If you have not read Berry ’s essay “The Body and the Earth,” why are you reading this. Stop. Go and at least purchase it (why not just get the entire book The Unsettling of America just to be safe). This essay is something to be thankful for during this Thanksgiving season. Here are a couple of choice quotes to intersperse with your turkey along with my own little summaries (his quotes are in italics):
On a Summary of a Christian Stewardship of the Earth Violence against one is violence against all. The willingness to abuse other bodies is willingness to abuse one’s own. To damage the earth is to damage your children. To despise the ground is to despise its fruit; to despise it’s fruit is to despise it’s eaters. The wholeness of health is broken by despite.
On the Fallacious Separation of Our Bodies and Souls Our bodies are fat, weak, joyless, sickly, ugly, the virtual prey of manufacturers of medicine and cosmetics. Our bodies have become marginal; they are growing useless like our “marginal” land because we have less and less use for them.
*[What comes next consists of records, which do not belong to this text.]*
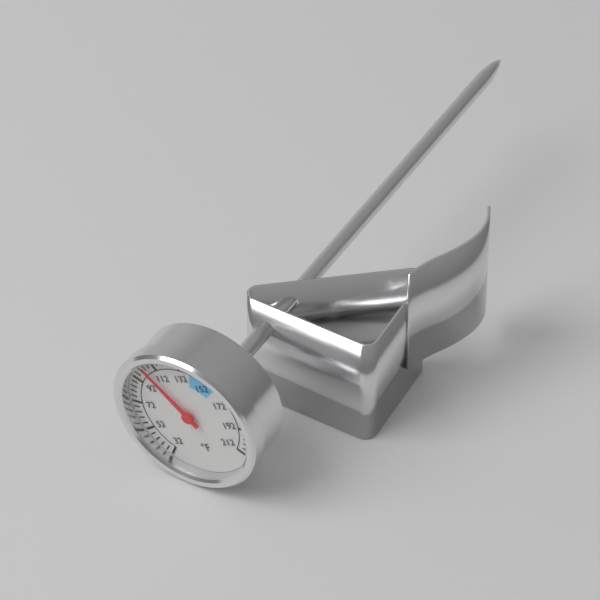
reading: 104 °F
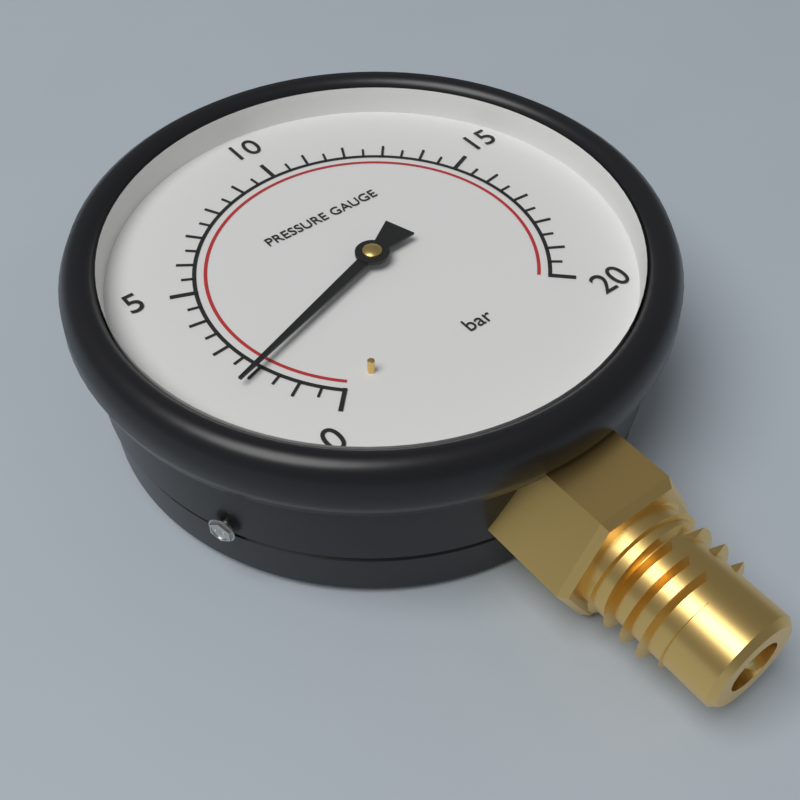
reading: 2.0 bar
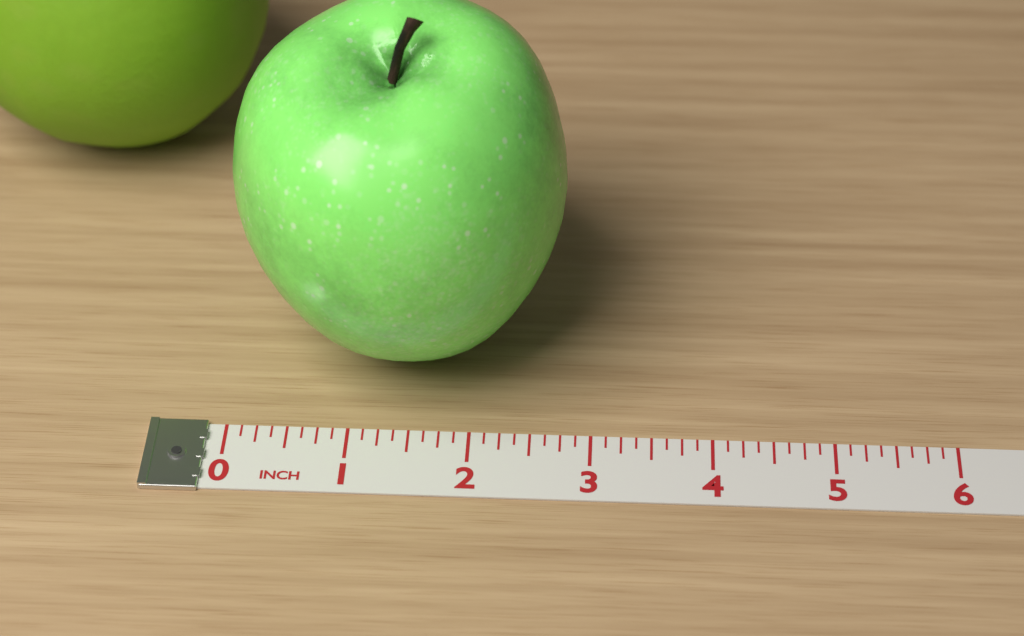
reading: 2.750 inch
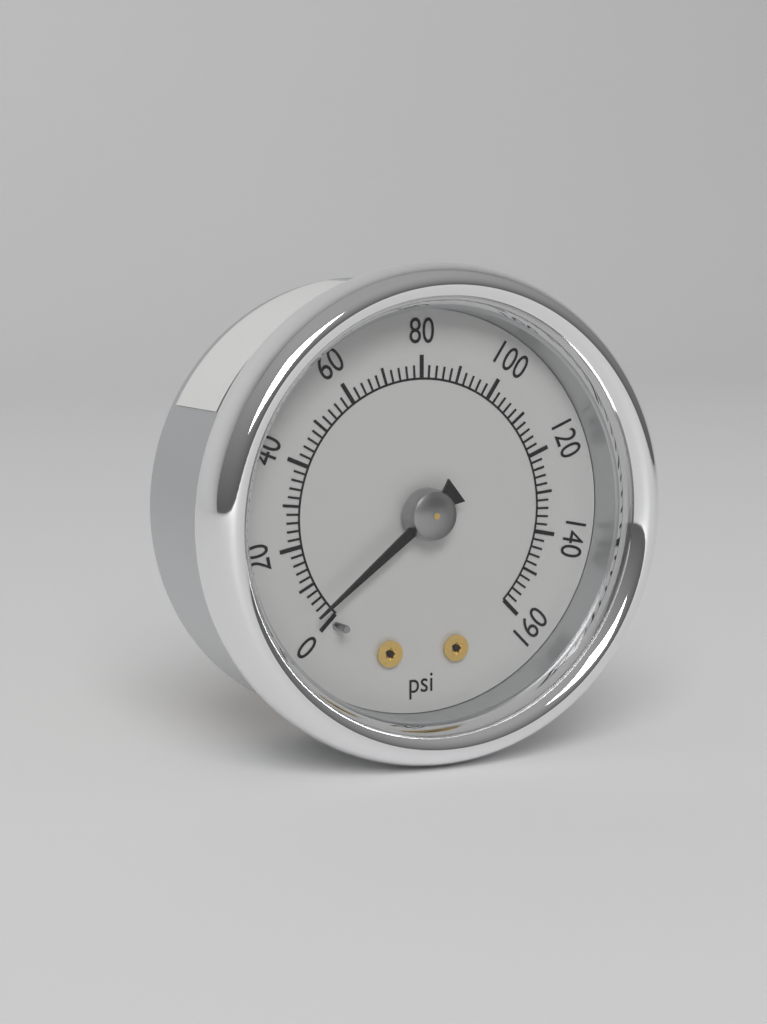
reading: 4 psi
After the games and idle flourishes of modern youth, we use them only as shipping cartons to transport our brains and our few employable muscles back and forth to work.
Ok, these quotes might make your holiday less festive, but they should not.
Berry is a prude begging us to avoid indulgence and feasting. He is a brother simply reminding us that feasting should come at the end of season of good hard work and that for work to satisfy us fully as a human it should involve both our bodies and our minds—in unison.
Enjoy your turkey, chop some wood, play some tag (or tackle) football and have a happy thanksgiving.